Reinsurance
Also known as: reinsurance cover, risk cession
Reinsurance is, put simply, insurance for insurance companies. When an insurer issues a policy, it keeps a portion of that risk on its own books and cedes the rest to a reinsurer in exchange for a share of the premium. This spreads large or correlated losses across the global capital markets so that no single hailstorm, hurricane, or liability verdict can threaten the primary carrier's solvency. Regulators and rating agencies watch a carrier's reinsurance program closely because it directly affects how much business the company can safely write relative to its surplus.
Small-business buyers rarely purchase reinsurance directly, but it quietly shapes the coverage they can buy. Reinsurance capacity is why an insurer can offer a high aggregate limit or an umbrella on a risk far larger than its own balance sheet. When reinsurance costs spike after a bad catastrophe year, those increases flow downstream into higher primary rates and tighter underwriting — a dynamic often called a 'hard market.' Understanding this helps a buyer see why premiums for property or liability can jump even when their own loss history is clean.

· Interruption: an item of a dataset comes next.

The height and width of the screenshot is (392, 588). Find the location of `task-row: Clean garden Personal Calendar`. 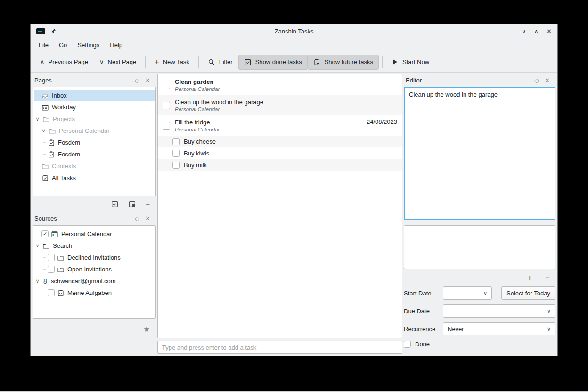

task-row: Clean garden Personal Calendar is located at coordinates (280, 85).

A practical nuance is the distinction between the two main structures: facultative reinsurance, negotiated one risk at a time, and treaty reinsurance, which automatically covers an entire class of policies. Reinsurance also comes in proportional forms (the reinsurer shares premium and losses by a fixed percentage) and non-proportional or excess-of-loss forms (the reinsurer pays only above an attachment point). Because it is a wholesale transaction between sophisticated parties, reinsurance is largely unregulated at the policy level, yet it is one of the most important stabilizers of the entire insurance system.